Brain L. Benham, C. Roland Mote 1
Dairy lagoon supernatant treatability was evaluated using ten laboratory-scale (1.5 m by 0.45 m) constructed wetlands. Select design and operational variables were examined. Tested treatments were combinations of three organic loading rates (waste strength levels: high, medium, and low) and three types of microbial attachment sites (vegetated, plants; inert, wooden dowels; and none, no microbial attachment site). Five combinations of organic loading rate and microbial attachment site were tested. Removal efficiencies were based on analysis of influent/effluent waste constituent levels. Dominant nitrogen removal mechanisms were determined from an examination of influent/effluent nitrogen speciation. An analysis of waste utilization kinetics provided insight as to the applicability of a widely used design model.
Results showed consistently high nitrogen removal efficiencies (65 to 81 percent) for all treatments. Nitrogen speciation results indicate that nitrification/denitrification was the dominant nitrogen removal mechanism. Carbon removal was less efficient (6 to 39 percent) and varied with influent strength. Waste utilization kinetic rate-constants from the five treatments were not statistically different (alpha=0.05). The evaluated design model uses microbial attachment site parameters like specific surface area to modify a base reaction rate-constant (i.e., a rate-constant for a system with no microbial attachment sites). In this case, the rate-constant for the control (treatments with no microbial attachment site) was not statistically different from either the vegetated or inert treatments. This result illustrates short comings with the evaluated design model.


Give back the listing underneath, unchanged and complete.

━━━ Input material ━━━

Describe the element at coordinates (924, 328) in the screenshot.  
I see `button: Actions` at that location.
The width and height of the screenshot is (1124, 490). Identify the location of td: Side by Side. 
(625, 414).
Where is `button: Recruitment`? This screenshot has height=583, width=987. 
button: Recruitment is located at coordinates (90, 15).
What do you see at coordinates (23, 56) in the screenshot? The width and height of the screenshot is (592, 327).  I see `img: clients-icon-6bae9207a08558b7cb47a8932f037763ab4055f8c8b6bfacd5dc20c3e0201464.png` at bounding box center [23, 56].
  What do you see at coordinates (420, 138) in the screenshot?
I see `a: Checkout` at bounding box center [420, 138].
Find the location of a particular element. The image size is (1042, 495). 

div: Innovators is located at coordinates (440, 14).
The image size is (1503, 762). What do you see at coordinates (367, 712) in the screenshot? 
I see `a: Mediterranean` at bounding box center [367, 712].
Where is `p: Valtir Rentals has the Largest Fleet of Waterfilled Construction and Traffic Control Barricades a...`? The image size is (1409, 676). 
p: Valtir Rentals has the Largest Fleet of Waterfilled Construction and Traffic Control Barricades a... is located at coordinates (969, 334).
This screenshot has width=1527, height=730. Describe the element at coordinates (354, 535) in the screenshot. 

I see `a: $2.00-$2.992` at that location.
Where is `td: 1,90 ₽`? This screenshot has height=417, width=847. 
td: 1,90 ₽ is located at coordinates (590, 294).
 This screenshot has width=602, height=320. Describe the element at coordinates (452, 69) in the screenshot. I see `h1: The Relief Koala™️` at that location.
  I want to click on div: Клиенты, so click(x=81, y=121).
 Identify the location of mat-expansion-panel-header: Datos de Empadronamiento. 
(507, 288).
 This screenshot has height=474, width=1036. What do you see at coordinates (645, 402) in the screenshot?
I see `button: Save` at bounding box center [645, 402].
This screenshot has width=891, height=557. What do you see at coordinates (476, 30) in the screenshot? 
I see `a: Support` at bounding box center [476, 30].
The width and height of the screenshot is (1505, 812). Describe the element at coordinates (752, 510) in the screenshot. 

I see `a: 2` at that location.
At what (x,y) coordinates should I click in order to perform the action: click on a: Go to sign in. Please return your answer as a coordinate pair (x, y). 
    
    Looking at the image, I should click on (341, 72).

━━━

◆ The completed task ◆
Describe the element at coordinates (924, 328) in the screenshot.  
I see `button: Actions` at that location.
The width and height of the screenshot is (1124, 490). Identify the location of td: Side by Side. 
(625, 414).
Where is `button: Recruitment`? This screenshot has height=583, width=987. 
button: Recruitment is located at coordinates (90, 15).
What do you see at coordinates (23, 56) in the screenshot? The width and height of the screenshot is (592, 327).  I see `img: clients-icon-6bae9207a08558b7cb47a8932f037763ab4055f8c8b6bfacd5dc20c3e0201464.png` at bounding box center [23, 56].
  What do you see at coordinates (420, 138) in the screenshot?
I see `a: Checkout` at bounding box center [420, 138].
Find the location of a particular element. The image size is (1042, 495). 

div: Innovators is located at coordinates (440, 14).
The image size is (1503, 762). What do you see at coordinates (367, 712) in the screenshot? 
I see `a: Mediterranean` at bounding box center [367, 712].
Where is `p: Valtir Rentals has the Largest Fleet of Waterfilled Construction and Traffic Control Barricades a...`? The image size is (1409, 676). 
p: Valtir Rentals has the Largest Fleet of Waterfilled Construction and Traffic Control Barricades a... is located at coordinates (969, 334).
This screenshot has width=1527, height=730. Describe the element at coordinates (354, 535) in the screenshot. 

I see `a: $2.00-$2.992` at that location.
Where is `td: 1,90 ₽`? This screenshot has height=417, width=847. 
td: 1,90 ₽ is located at coordinates (590, 294).
 This screenshot has width=602, height=320. Describe the element at coordinates (452, 69) in the screenshot. I see `h1: The Relief Koala™️` at that location.
  I want to click on div: Клиенты, so click(x=81, y=121).
 Identify the location of mat-expansion-panel-header: Datos de Empadronamiento. 
(507, 288).
 This screenshot has height=474, width=1036. What do you see at coordinates (645, 402) in the screenshot?
I see `button: Save` at bounding box center [645, 402].
This screenshot has width=891, height=557. What do you see at coordinates (476, 30) in the screenshot? 
I see `a: Support` at bounding box center [476, 30].
The width and height of the screenshot is (1505, 812). Describe the element at coordinates (752, 510) in the screenshot. 

I see `a: 2` at that location.
At what (x,y) coordinates should I click in order to perform the action: click on a: Go to sign in. Please return your answer as a coordinate pair (x, y). 
    
    Looking at the image, I should click on (341, 72).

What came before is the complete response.